She needs a job. She’s one of the 4.3 percent of people unemployed.

The economy’s in great shape. It should be easy, right?

The Lily News
Aug 9, 2017 · 4 min read
(Mark Gail for The Washington Post/Lily illustration)

Adapted from a story by The Washington Post’s Jessica Contrera.

On the morning she would try to change her circumstances, Donna Maria Osborne did everything she thought she was supposed to.

She woke up early, lifting herself off her sister’s couch.

She said her prayers, making sure to say “thank you” before asking, again, for what she wanted most.

She dressed in a black suit, paid $2 to ride the bus and arrived at the Walter E. Washington Convention Center at 8:30 a.m in Washington, D.C.

The job fair started at 10.

The 4.3 percent

“Same old, same old,” her friend Durward Jones said.

“You never know,” Osborne said.

“You never know,” Jones agreed. “Something good might happen.”

At the job fair

But at the moment, her finances amounted to a bus card loaded for the week and $2.50 in change. And that’s why she showed up too early, and accepted a secondhand suit from the associate pastor at Trinity AME Zion Church, and prepared a stack of 20 résumés touting her trustworthiness, initiative and all the volunteer work she’d been doing to remind herself that she still had something to offer.

She and Jones rode an escalator down into the large hall where 113 booths were set up, 113 potential somethings good.

At the booth for the D.C. Water and Sewer Authority, she introduced herself.

“Do you know if they have any open customer service positions?” she asked.

“They do,” the representative answered. “It’s a call center type of environment.”

“Right,” Osborne said, nodding to show her enthusiasm and picking up a flier.

“They are looking for a background in call centers,” the representative said. “Billing, and so forth. So if you worked in a doctor’s office or something like that, that’s customer service, but it wouldn’t be on the scale of this call center environment.”

“Oh,” Osborne said. “Okay, thank you.”

She stopped at a hotel management company, whose representatives told her she’d need to apply online. She thanked them and took a free pen with their logo branded on it. Next, the Library of Congress. Apply online, she was told. The same at Two Roads Hospitality.

How many hours had she already spent hunched over her laptop submitting applications? She had purchased it four years ago, when she was working full-time. She envisioned herself back at it the next morning, entering her information over and over again. Or maybe she would start tonight after she stopped at the assisted-living community on 14th Street to check on her 85-year-old mother.

The waiting game

After nearly two hours, she headed up the escalator with Jones. Her mouth was dry from smiling and asking questions and saying “Okay, thank you.” She dug in her bag for the water bottle, searching beneath the stack of résumés that was nearly as thick as when she arrived.

“This year was more positive,” Jones said.

“This year was good,” she said. She headed out to the bus, paid the fare, and made her way back to her sister’s couch.

The Lily

The Lily was the first U.S. newspaper for and by women. We’re bringing it back.

The Lily News

Written by

The Lily

The Lily

The Lily was the first U.S. newspaper for and by women. We’re bringing it back.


# EXERCISE BRIEF
Copy out all lines of the listing below that hold "right".

# RECORDS TO USE
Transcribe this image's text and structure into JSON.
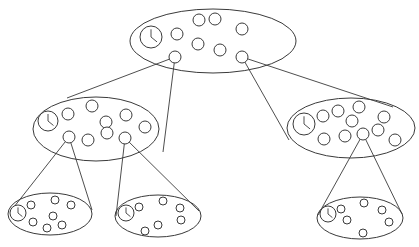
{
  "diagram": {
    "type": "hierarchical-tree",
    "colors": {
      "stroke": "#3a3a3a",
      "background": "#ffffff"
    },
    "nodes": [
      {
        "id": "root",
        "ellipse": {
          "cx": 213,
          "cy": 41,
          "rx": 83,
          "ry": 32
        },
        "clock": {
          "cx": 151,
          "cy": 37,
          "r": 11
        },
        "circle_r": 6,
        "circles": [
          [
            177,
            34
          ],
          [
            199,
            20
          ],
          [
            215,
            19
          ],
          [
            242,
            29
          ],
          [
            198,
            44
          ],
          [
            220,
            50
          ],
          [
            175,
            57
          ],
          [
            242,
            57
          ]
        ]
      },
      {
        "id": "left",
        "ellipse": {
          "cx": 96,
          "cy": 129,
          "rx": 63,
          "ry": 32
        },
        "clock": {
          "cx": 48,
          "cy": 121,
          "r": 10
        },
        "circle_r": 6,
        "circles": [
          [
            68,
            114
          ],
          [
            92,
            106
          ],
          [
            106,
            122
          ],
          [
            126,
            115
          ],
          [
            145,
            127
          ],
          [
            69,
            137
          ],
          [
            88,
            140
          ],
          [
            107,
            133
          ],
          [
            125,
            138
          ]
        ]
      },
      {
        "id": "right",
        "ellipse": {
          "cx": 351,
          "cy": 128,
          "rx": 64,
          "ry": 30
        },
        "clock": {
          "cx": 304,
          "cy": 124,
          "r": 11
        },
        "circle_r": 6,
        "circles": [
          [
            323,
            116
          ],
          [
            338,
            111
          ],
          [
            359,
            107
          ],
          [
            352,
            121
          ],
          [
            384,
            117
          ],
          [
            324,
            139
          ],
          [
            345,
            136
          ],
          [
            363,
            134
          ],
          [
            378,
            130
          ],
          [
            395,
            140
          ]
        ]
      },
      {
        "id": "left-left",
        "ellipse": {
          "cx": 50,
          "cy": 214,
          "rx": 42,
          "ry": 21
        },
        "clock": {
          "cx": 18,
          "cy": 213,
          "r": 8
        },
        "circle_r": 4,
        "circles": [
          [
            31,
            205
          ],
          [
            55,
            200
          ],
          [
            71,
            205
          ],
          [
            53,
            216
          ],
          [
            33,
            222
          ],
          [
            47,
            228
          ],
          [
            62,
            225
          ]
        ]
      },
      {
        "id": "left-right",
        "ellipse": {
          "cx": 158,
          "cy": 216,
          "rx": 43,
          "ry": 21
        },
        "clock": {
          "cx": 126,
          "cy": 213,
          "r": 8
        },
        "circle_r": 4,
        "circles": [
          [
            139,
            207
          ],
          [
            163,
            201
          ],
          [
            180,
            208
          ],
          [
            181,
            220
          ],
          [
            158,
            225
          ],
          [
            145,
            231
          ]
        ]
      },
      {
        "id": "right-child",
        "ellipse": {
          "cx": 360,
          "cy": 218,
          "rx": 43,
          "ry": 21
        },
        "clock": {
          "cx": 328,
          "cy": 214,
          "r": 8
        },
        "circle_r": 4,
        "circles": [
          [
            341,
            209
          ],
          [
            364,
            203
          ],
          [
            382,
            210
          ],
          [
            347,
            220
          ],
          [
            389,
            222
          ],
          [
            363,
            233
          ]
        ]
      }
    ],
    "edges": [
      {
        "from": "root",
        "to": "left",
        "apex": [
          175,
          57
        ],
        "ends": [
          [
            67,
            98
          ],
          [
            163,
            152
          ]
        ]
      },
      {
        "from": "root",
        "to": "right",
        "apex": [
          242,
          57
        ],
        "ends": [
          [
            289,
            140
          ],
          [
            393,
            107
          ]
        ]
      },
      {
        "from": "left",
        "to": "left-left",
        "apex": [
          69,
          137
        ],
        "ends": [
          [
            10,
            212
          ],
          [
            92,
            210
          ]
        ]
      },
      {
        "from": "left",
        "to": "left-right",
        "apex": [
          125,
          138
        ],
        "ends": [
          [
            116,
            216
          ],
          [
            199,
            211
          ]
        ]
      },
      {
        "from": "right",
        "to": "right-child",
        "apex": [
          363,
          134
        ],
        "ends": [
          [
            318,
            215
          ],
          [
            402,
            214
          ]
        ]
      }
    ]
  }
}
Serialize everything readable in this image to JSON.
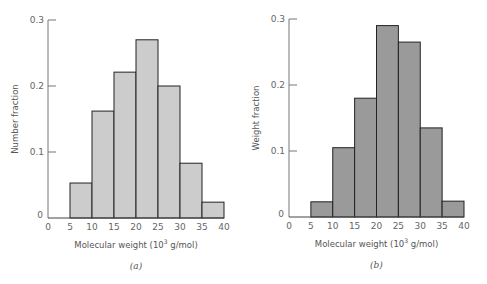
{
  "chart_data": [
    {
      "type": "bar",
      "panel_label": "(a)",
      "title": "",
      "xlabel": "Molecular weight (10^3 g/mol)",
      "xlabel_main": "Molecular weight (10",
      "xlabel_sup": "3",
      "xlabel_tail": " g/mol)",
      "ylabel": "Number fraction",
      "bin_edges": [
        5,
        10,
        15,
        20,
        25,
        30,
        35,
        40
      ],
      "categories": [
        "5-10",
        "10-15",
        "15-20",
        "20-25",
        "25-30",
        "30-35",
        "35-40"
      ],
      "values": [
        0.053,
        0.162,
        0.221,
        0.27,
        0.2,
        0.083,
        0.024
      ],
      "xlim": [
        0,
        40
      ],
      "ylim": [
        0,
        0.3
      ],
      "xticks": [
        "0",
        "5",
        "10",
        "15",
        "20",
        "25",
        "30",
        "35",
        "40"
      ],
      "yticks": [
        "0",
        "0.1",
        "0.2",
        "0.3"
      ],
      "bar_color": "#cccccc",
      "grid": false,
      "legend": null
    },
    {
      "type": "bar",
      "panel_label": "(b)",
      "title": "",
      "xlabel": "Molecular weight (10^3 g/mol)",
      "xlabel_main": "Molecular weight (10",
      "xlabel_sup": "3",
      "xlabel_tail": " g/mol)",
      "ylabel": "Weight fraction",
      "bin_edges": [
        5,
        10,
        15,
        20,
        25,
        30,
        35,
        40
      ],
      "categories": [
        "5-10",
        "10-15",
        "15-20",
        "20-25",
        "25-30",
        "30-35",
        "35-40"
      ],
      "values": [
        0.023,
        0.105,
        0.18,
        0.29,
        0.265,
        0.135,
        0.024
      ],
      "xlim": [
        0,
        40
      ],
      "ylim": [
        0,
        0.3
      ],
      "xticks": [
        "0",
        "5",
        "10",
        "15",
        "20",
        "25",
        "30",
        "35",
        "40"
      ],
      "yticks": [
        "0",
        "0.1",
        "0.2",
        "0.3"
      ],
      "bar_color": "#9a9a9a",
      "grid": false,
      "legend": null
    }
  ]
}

# TASK SOLUTION
        "id": "right",
        "id": "left-right",
        "id": "right-child",
        "to": "right",
        "to": "left-right",
        "from": "right",
        "to": "right-child",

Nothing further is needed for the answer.